Transcript
A (0:08)
You're listening to wnyc. I'm Alison Stewart. It's time to announce the choice for our book club get lit with all of it. Our selection for January 2026 is the Emperor of Gladness by Ocean Vuong. The story follows a struggling young man who becomes the caretaker for an elderly woman who struggles with dementia but has wisd despair for work. He finds job at a job at a fast, casual place full of co workers with different hopes and dreams. Ocean Vuong will be with us for an event on January 20th at 6pm at the NYPL, the Stavros Niarchos branch at 40th and 5th Avenue. For tickets, they are free, but they are first come, first serve. Go to our website, wnyc.org getlit New Yorkers. You can get an e copy of the book from our partners at the NYPL or you can pick it up at your local bookshelf shop.
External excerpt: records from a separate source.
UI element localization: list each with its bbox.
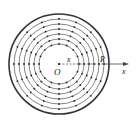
charge-dot <box>17 80 19 82</box>
charge-dot <box>43 26 45 28</box>
charge-dot <box>72 49 74 51</box>
charge-dot <box>35 54 37 56</box>
charge-dot <box>58 88 60 90</box>
charge-dot <box>47 35 49 37</box>
charge-dot <box>70 91 72 93</box>
charge-dot <box>40 71 42 73</box>
origin-point <box>58 63 60 65</box>
x-axis-arrow-icon <box>123 62 129 66</box>
charge-dot <box>30 91 32 93</box>
charge-dot <box>71 31 73 33</box>
charge-dot <box>13 63 15 65</box>
charge-dot <box>50 45 52 47</box>
charge-dot <box>71 95 73 97</box>
charge-dot <box>90 50 92 52</box>
charge-dot <box>100 46 102 48</box>
charge-dot <box>47 91 49 93</box>
charge-dot <box>41 22 43 24</box>
charge-dot <box>45 95 47 97</box>
charge-dot <box>58 93 60 95</box>
charge-dot <box>81 73 83 75</box>
origin-label: O <box>54 67 61 77</box>
charge-dot <box>43 100 45 102</box>
charge-dot <box>49 86 51 88</box>
charge-dot <box>38 63 40 65</box>
charge-dot <box>23 63 25 65</box>
charge-dot <box>44 77 46 79</box>
charge-dot <box>40 45 42 47</box>
charge-dot <box>50 82 52 84</box>
charge-dot <box>81 54 83 56</box>
charge-dot <box>30 75 32 77</box>
charge-dot <box>26 95 28 97</box>
charge-dot <box>28 63 30 65</box>
charge-dot <box>75 105 77 107</box>
charge-dot <box>21 78 23 80</box>
charge-dot <box>58 18 60 20</box>
charge-dot <box>83 38 85 40</box>
charge-dot <box>70 35 72 37</box>
charge-dot <box>40 81 42 83</box>
charge-dot <box>83 88 85 90</box>
charge-dot <box>100 80 102 82</box>
charge-dot <box>75 22 77 24</box>
inner-x-label: x <box>66 55 71 64</box>
charge-dot <box>35 73 37 75</box>
charge-dot <box>26 76 28 78</box>
charge-dot <box>58 43 60 45</box>
charge-dot <box>26 50 28 52</box>
charge-dot <box>73 26 75 28</box>
charge-dot <box>30 52 32 54</box>
charge-dot <box>26 31 28 33</box>
charge-dot <box>66 82 68 84</box>
charge-dot <box>86 91 88 93</box>
charge-dot <box>76 45 78 47</box>
charge-dot <box>86 35 88 37</box>
charge-dot <box>66 45 68 47</box>
charge-dot <box>41 105 43 107</box>
charge-dot <box>58 98 60 100</box>
charge-dot <box>58 108 60 110</box>
charge-dot <box>58 83 60 85</box>
charge-dot <box>40 55 42 57</box>
charge-dot <box>37 42 39 44</box>
charge-dot <box>33 63 35 65</box>
charge-dot <box>58 38 60 40</box>
charge-dot <box>33 38 35 40</box>
radius-label: R <box>99 55 105 64</box>
x-axis-label: x <box>121 67 126 76</box>
charge-dot <box>79 84 81 86</box>
charge-dot <box>18 63 20 65</box>
charge-dot <box>58 33 60 35</box>
charge-dot <box>95 48 97 50</box>
charge-dot <box>58 103 60 105</box>
charge-dot <box>45 31 47 33</box>
charge-dot <box>73 100 75 102</box>
charge-dot <box>90 31 92 33</box>
concentric-rings-diagram: O x R x <box>0 0 137 135</box>
charge-dot <box>72 77 74 79</box>
charge-dot <box>77 71 79 73</box>
charge-dot <box>86 75 88 77</box>
charge-dot <box>33 88 35 90</box>
charge-dot <box>58 23 60 25</box>
charge-dot <box>90 76 92 78</box>
charge-dot <box>44 49 46 51</box>
charge-dot <box>95 78 97 80</box>
charge-dot <box>30 35 32 37</box>
charge-dot <box>68 86 70 88</box>
charge-dot <box>86 52 88 54</box>
charge-dot <box>21 48 23 50</box>
charge-dot <box>79 42 81 44</box>
charge-dot <box>76 81 78 83</box>
charge-dot <box>37 84 39 86</box>
charge-dot <box>58 28 60 30</box>
charge-dot <box>17 46 19 48</box>
charge-dot <box>68 40 70 42</box>
charge-dot <box>49 40 51 42</box>
charge-dot <box>90 95 92 97</box>
charge-dot <box>77 55 79 57</box>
That's Ocean Vuong, the Emperor Gladness, our choice for get lit with all of its book club this month. That's in the future. Let's get this hour started with a look to the past 250 years to be exact. Today is our first full show of 2026, and 2026 is a big year for the United States. Do some quick math and you realize that this year is the country's 250 signing of the Declaration of Independence. Now, there are a lot of different opinions and agendas about American history these days, how we should mark the semiquincentennial and what the revolution means to modern day America. We'll be covering America's 250th birthday in our own way this year and in all of its contradictions. And we're going to kick off our coverage today by traveling back to 1776 New York to learn more to the extent about the way the revolutionary fever had swept up in the city. Who was here, what the city looked like. We have some help now courtesy of the Francis tavern Museum at 54 Pearl St. The tavern was standing during the Revolution. Melissa Lauer is the museum's manager of education and public programs and she joins me now in studio. Hi, Melissa.
B (2:23)
Hi. Thank you.
A (2:24)
Okay, when we say New York, 1776, what do we actually mean?
B (2:29)
What were the city limits so very, very different and much smaller. If you're imagining actual New York City, 1776, that's going the tip of the island of Manhattan only up to right around where City hall park is today. So you've got a city of about 25,000 people second biggest city in the colonies at the time, crammed into just about a mile square mile of space.
A (2:56)
So there were indigenous people on this island. By 1776, how much of an indigenous presence was there in Manhattan in the New York region?
B (3:06)
So New York region is much more significant than. Right. In our area in New York City. Right. This is a space that has been occupied by colonists for a long time by the outbreak of revolution. So while the indigenous presence is absolutely still felt in and around the city, it's going to be much more present and active once you start moving outside, once you start getting to what is still a frontier around outer New York.